Closed GoogleCodeExporter closed 8 years ago

GoogleCodeExporter commented 8 years ago
What steps will reproduce the problem?
1. Using modscan on XP (SP2/3) memory dumps. (prolaco.vmem is available under 
FAQ section here)

What is the expected output? What do you see instead?
This is with regards to the "File" column, LDR_MODULE.FullDllName field.
Expected output:
'\\SystemRoot\\system32\\drivers\\kmixer.sys'

What I see:
'\xc3\x90\x00\xc3\x90\x00\x00\x00\x00\x00\x00\x00\x00\x00\xeb\x82\xb0
\xeb\xab\x90\x00\xe8\x80\x90\x00\x00\x00\x00\x00\x00\x00\x00\x00\x00\x00\x00\x00
\x00\xe3\x80\x88\xee\x87\xb2\xe5\x80\x80\x01\x00\x00\xe0\xa2\xa0\xe0\xa4\x81\x10
'

What version of the product are you using?

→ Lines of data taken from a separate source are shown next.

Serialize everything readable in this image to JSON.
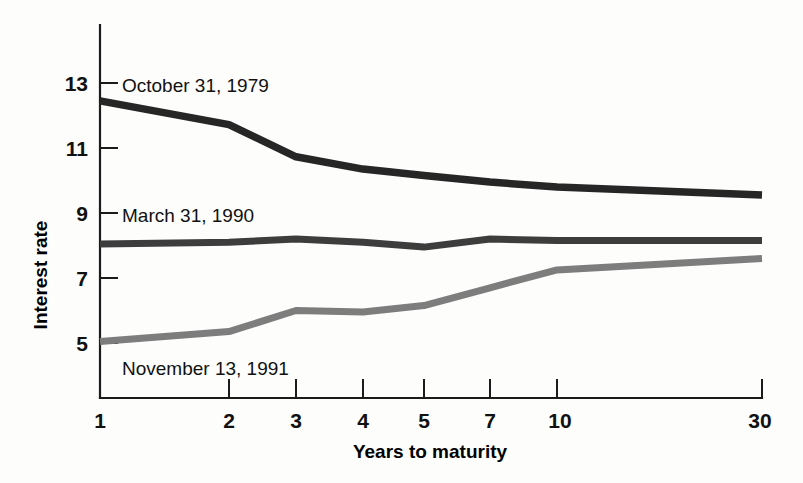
{
  "chart_data": {
    "type": "line",
    "title": "",
    "subtitle": "",
    "xlabel": "Years to maturity",
    "ylabel": "Interest rate",
    "categories": [
      "1",
      "2",
      "3",
      "4",
      "5",
      "7",
      "10",
      "30"
    ],
    "x_tick_labels": [
      "1",
      "2",
      "3",
      "4",
      "5",
      "7",
      "10",
      "30"
    ],
    "y_tick_labels": [
      "5",
      "7",
      "9",
      "11",
      "13"
    ],
    "y_ticks": [
      5,
      7,
      9,
      11,
      13
    ],
    "ylim": [
      4.0,
      13.9
    ],
    "grid": false,
    "legend_position": "inline-annotations",
    "series": [
      {
        "name": "October 31, 1979",
        "color": "#262626",
        "values": [
          12.45,
          11.72,
          10.73,
          10.35,
          10.15,
          9.95,
          9.8,
          9.55
        ]
      },
      {
        "name": "March 31, 1990",
        "color": "#3d3d3d",
        "values": [
          8.05,
          8.1,
          8.2,
          8.1,
          7.95,
          8.2,
          8.15,
          8.15
        ]
      },
      {
        "name": "November 13, 1991",
        "color": "#7d7d7d",
        "values": [
          5.05,
          5.35,
          6.0,
          5.95,
          6.15,
          6.7,
          7.25,
          7.6
        ]
      }
    ],
    "annotations": [
      {
        "text": "October 31, 1979",
        "series": "October 31, 1979"
      },
      {
        "text": "March 31, 1990",
        "series": "March 31, 1990"
      },
      {
        "text": "November 13, 1991",
        "series": "November 13, 1991"
      }
    ]
  }
}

On what operating system?
Volatility 2.0.
Host OS used: Windows 7 Professional SP1. 
Memory dumps: Windows XP SP2 (prolaco.vmem), Windows XP SP3 (my own, dumped 
using different tools like win32dd, FDPro)

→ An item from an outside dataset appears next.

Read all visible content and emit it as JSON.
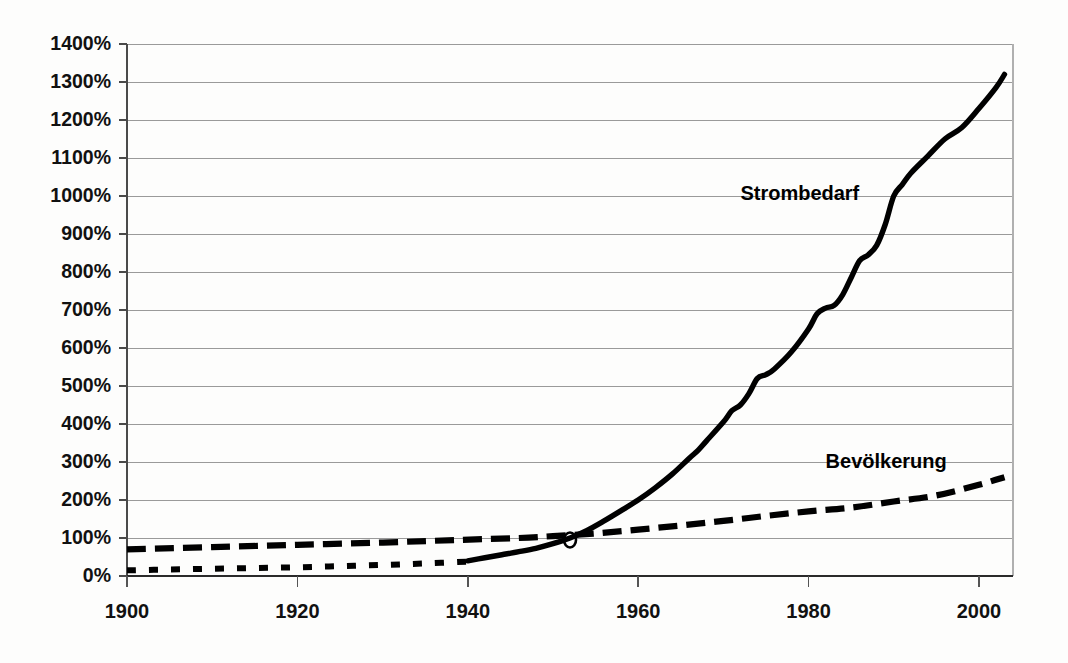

Original issue reported on code.google.com by fenn...@gmail.com on 25 Oct 2011 at 10:02

Attachments:

GoogleCodeExporter commented 8 years ago
Are you able to upload the memory dump somewhere for troubleshooting?

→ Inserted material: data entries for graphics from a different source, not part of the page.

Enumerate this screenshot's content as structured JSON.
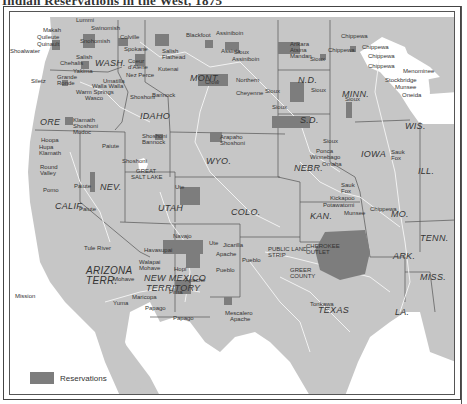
{
  "title": "Indian Reservations in the West, 1875",
  "colors": {
    "land": "#c6c6c6",
    "water": "#ffffff",
    "reservation": "#7d7d7d",
    "rivers": "#f2f2f2",
    "borders": "#555555"
  },
  "legend": {
    "label": "Reservations"
  },
  "states": [
    {
      "id": "wash",
      "label": "WASH.",
      "x": 95,
      "y": 52
    },
    {
      "id": "ore",
      "label": "ORE",
      "x": 38,
      "y": 108
    },
    {
      "id": "idaho",
      "label": "IDAHO",
      "x": 132,
      "y": 112
    },
    {
      "id": "mont",
      "label": "MONT.",
      "x": 186,
      "y": 69
    },
    {
      "id": "wyo",
      "label": "WYO.",
      "x": 197,
      "y": 152
    },
    {
      "id": "nd",
      "label": "N.D.",
      "x": 288,
      "y": 71
    },
    {
      "id": "sd",
      "label": "S.D.",
      "x": 289,
      "y": 114
    },
    {
      "id": "nebr",
      "label": "NEBR.",
      "x": 286,
      "y": 158
    },
    {
      "id": "minn",
      "label": "MINN.",
      "x": 333,
      "y": 85
    },
    {
      "id": "wis",
      "label": "WIS.",
      "x": 395,
      "y": 115
    },
    {
      "id": "iowa",
      "label": "IOWA",
      "x": 353,
      "y": 153
    },
    {
      "id": "ill",
      "label": "ILL.",
      "x": 408,
      "y": 160
    },
    {
      "id": "nev",
      "label": "NEV.",
      "x": 88,
      "y": 167
    },
    {
      "id": "calif",
      "label": "CALIF.",
      "x": 45,
      "y": 195
    },
    {
      "id": "utah",
      "label": "UTAH",
      "x": 147,
      "y": 197
    },
    {
      "id": "colo",
      "label": "COLO.",
      "x": 223,
      "y": 204
    },
    {
      "id": "kan",
      "label": "KAN.",
      "x": 304,
      "y": 213
    },
    {
      "id": "mo",
      "label": "MO.",
      "x": 379,
      "y": 202
    },
    {
      "id": "arizona",
      "label": "ARIZONA",
      "x": 70,
      "y": 263
    },
    {
      "id": "arizona-terr",
      "label": "TERR.",
      "x": 70,
      "y": 274
    },
    {
      "id": "new-mexico",
      "label": "NEW MEXICO",
      "x": 138,
      "y": 269
    },
    {
      "id": "new-mexico-terr",
      "label": "TERRITORY",
      "x": 138,
      "y": 280
    },
    {
      "id": "texas",
      "label": "TEXAS",
      "x": 310,
      "y": 302
    },
    {
      "id": "ark",
      "label": "ARK.",
      "x": 382,
      "y": 248
    },
    {
      "id": "tenn",
      "label": "TENN.",
      "x": 418,
      "y": 225
    },
    {
      "id": "miss",
      "label": "MISS.",
      "x": 418,
      "y": 268
    },
    {
      "id": "la",
      "label": "LA.",
      "x": 393,
      "y": 297
    }
  ],
  "places": [
    {
      "label": "Makah",
      "x": 33,
      "y": 15
    },
    {
      "label": "Quileute",
      "x": 27,
      "y": 22
    },
    {
      "label": "Quinault",
      "x": 27,
      "y": 29
    },
    {
      "label": "Shoalwater",
      "x": 0,
      "y": 36
    },
    {
      "label": "Lummi",
      "x": 66,
      "y": 5
    },
    {
      "label": "Swinomish",
      "x": 81,
      "y": 13
    },
    {
      "label": "Snohomish",
      "x": 70,
      "y": 26
    },
    {
      "label": "Salish",
      "x": 66,
      "y": 42
    },
    {
      "label": "Chehalis",
      "x": 50,
      "y": 48
    },
    {
      "label": "Yakima",
      "x": 63,
      "y": 56
    },
    {
      "label": "Siletz",
      "x": 21,
      "y": 66
    },
    {
      "label": "Grande",
      "x": 47,
      "y": 62
    },
    {
      "label": "Ronde",
      "x": 47,
      "y": 68
    },
    {
      "label": "Umatilla",
      "x": 93,
      "y": 66
    },
    {
      "label": "Walla Walla",
      "x": 82,
      "y": 71
    },
    {
      "label": "Warm Springs",
      "x": 66,
      "y": 77
    },
    {
      "label": "Wasco",
      "x": 75,
      "y": 83
    },
    {
      "label": "Klamath",
      "x": 63,
      "y": 105
    },
    {
      "label": "Shoshoni",
      "x": 63,
      "y": 111
    },
    {
      "label": "Modoc",
      "x": 63,
      "y": 117
    },
    {
      "label": "Colville",
      "x": 110,
      "y": 22
    },
    {
      "label": "Spokane",
      "x": 114,
      "y": 34
    },
    {
      "label": "Coeur",
      "x": 118,
      "y": 46
    },
    {
      "label": "d'Alene",
      "x": 118,
      "y": 52
    },
    {
      "label": "Nez Perce",
      "x": 116,
      "y": 60
    },
    {
      "label": "Blackfoot",
      "x": 176,
      "y": 20
    },
    {
      "label": "Assiniboin",
      "x": 206,
      "y": 18
    },
    {
      "label": "Assinia",
      "x": 211,
      "y": 36
    },
    {
      "label": "Salish",
      "x": 152,
      "y": 36
    },
    {
      "label": "Flathead",
      "x": 152,
      "y": 42
    },
    {
      "label": "Kutenai",
      "x": 148,
      "y": 54
    },
    {
      "label": "Sioux",
      "x": 224,
      "y": 37
    },
    {
      "label": "Assiniboin",
      "x": 222,
      "y": 44
    },
    {
      "label": "Shoshoni",
      "x": 120,
      "y": 82
    },
    {
      "label": "Bannock",
      "x": 142,
      "y": 80
    },
    {
      "label": "Crow",
      "x": 195,
      "y": 67
    },
    {
      "label": "Northern",
      "x": 226,
      "y": 65
    },
    {
      "label": "Cheyenne",
      "x": 226,
      "y": 78
    },
    {
      "label": "Sioux",
      "x": 255,
      "y": 76
    },
    {
      "label": "Arikara",
      "x": 280,
      "y": 29
    },
    {
      "label": "Atsina",
      "x": 280,
      "y": 35
    },
    {
      "label": "Mandan",
      "x": 280,
      "y": 41
    },
    {
      "label": "Chippewa",
      "x": 331,
      "y": 21
    },
    {
      "label": "Chippewa",
      "x": 318,
      "y": 35
    },
    {
      "label": "Chippewa",
      "x": 352,
      "y": 32
    },
    {
      "label": "Chippewa",
      "x": 358,
      "y": 41
    },
    {
      "label": "Chippewa",
      "x": 358,
      "y": 51
    },
    {
      "label": "Sioux",
      "x": 300,
      "y": 44
    },
    {
      "label": "Sioux",
      "x": 262,
      "y": 92
    },
    {
      "label": "Sioux",
      "x": 335,
      "y": 84
    },
    {
      "label": "Sioux",
      "x": 301,
      "y": 75
    },
    {
      "label": "Menominee",
      "x": 393,
      "y": 56
    },
    {
      "label": "Stockbridge",
      "x": 375,
      "y": 65
    },
    {
      "label": "Munsee",
      "x": 385,
      "y": 72
    },
    {
      "label": "Oneida",
      "x": 392,
      "y": 80
    },
    {
      "label": "Arapaho",
      "x": 210,
      "y": 122
    },
    {
      "label": "Shoshoni",
      "x": 210,
      "y": 128
    },
    {
      "label": "Shoshoni",
      "x": 132,
      "y": 121
    },
    {
      "label": "Bannock",
      "x": 132,
      "y": 127
    },
    {
      "label": "Paiute",
      "x": 92,
      "y": 131
    },
    {
      "label": "Shoshoni",
      "x": 112,
      "y": 146
    },
    {
      "label": "Paiute",
      "x": 64,
      "y": 171
    },
    {
      "label": "Hupa",
      "x": 29,
      "y": 132
    },
    {
      "label": "Klamath",
      "x": 29,
      "y": 138
    },
    {
      "label": "Hoopa",
      "x": 31,
      "y": 125
    },
    {
      "label": "Round",
      "x": 30,
      "y": 152
    },
    {
      "label": "Valley",
      "x": 30,
      "y": 158
    },
    {
      "label": "Pomo",
      "x": 33,
      "y": 175
    },
    {
      "label": "Paiute",
      "x": 69,
      "y": 194
    },
    {
      "label": "GREAT",
      "x": 126,
      "y": 156
    },
    {
      "label": "SALT LAKE",
      "x": 121,
      "y": 162
    },
    {
      "label": "Ute",
      "x": 165,
      "y": 172
    },
    {
      "label": "Sioux",
      "x": 313,
      "y": 126
    },
    {
      "label": "Ponca",
      "x": 306,
      "y": 136
    },
    {
      "label": "Winnebago",
      "x": 300,
      "y": 142
    },
    {
      "label": "Omaha",
      "x": 312,
      "y": 149
    },
    {
      "label": "Sauk",
      "x": 381,
      "y": 137
    },
    {
      "label": "Fox",
      "x": 381,
      "y": 143
    },
    {
      "label": "Sauk",
      "x": 331,
      "y": 170
    },
    {
      "label": "Fox",
      "x": 331,
      "y": 176
    },
    {
      "label": "Kickapoo",
      "x": 320,
      "y": 183
    },
    {
      "label": "Potawatomi",
      "x": 313,
      "y": 190
    },
    {
      "label": "Munsee",
      "x": 334,
      "y": 198
    },
    {
      "label": "Chippewa",
      "x": 360,
      "y": 194
    },
    {
      "label": "Tule River",
      "x": 74,
      "y": 233
    },
    {
      "label": "Mission",
      "x": 5,
      "y": 281
    },
    {
      "label": "Mohave",
      "x": 103,
      "y": 264
    },
    {
      "label": "Walapai",
      "x": 129,
      "y": 247
    },
    {
      "label": "Mohave",
      "x": 129,
      "y": 253
    },
    {
      "label": "Havasupai",
      "x": 134,
      "y": 235
    },
    {
      "label": "Yuma",
      "x": 103,
      "y": 288
    },
    {
      "label": "Maricopa",
      "x": 122,
      "y": 282
    },
    {
      "label": "Papago",
      "x": 135,
      "y": 293
    },
    {
      "label": "Papago",
      "x": 163,
      "y": 303
    },
    {
      "label": "Pima",
      "x": 159,
      "y": 277
    },
    {
      "label": "Hopi",
      "x": 164,
      "y": 254
    },
    {
      "label": "Apache",
      "x": 175,
      "y": 265
    },
    {
      "label": "Navajo",
      "x": 163,
      "y": 221
    },
    {
      "label": "Ute",
      "x": 199,
      "y": 228
    },
    {
      "label": "Jicarilla",
      "x": 213,
      "y": 230
    },
    {
      "label": "Apache",
      "x": 206,
      "y": 239
    },
    {
      "label": "Pueblo",
      "x": 232,
      "y": 245
    },
    {
      "label": "Pueblo",
      "x": 206,
      "y": 255
    },
    {
      "label": "Mescalero",
      "x": 215,
      "y": 298
    },
    {
      "label": "Apache",
      "x": 220,
      "y": 304
    },
    {
      "label": "PUBLIC LAND",
      "x": 258,
      "y": 234
    },
    {
      "label": "STRIP",
      "x": 258,
      "y": 240
    },
    {
      "label": "CHEROKEE",
      "x": 296,
      "y": 231
    },
    {
      "label": "OUTLET",
      "x": 296,
      "y": 237
    },
    {
      "label": "GREER",
      "x": 280,
      "y": 255
    },
    {
      "label": "COUNTY",
      "x": 280,
      "y": 261
    },
    {
      "label": "Tonkawa",
      "x": 300,
      "y": 289
    }
  ]
}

Original comment by Bret...@gmail.com on 25 Oct 2011 at 6:45

GoogleCodeExporter commented 8 years ago
You've just witnessed the power of memory forensics! 

Note with the "modules" plugin which walks the linked list of *active and 
loaded* modules, there is no kmixer. This indicates one of two things:

1) kmixer is no longer loaded
2) kmixer has been unlinked by a rootkit, but remains loaded

Since kmixer is a legit component of Windows, there would be no reason for a 
rootkit to hide it. Plus, its involved in sound, which people enable and 
disable all the time, causing kmixer to load/unload frequently. 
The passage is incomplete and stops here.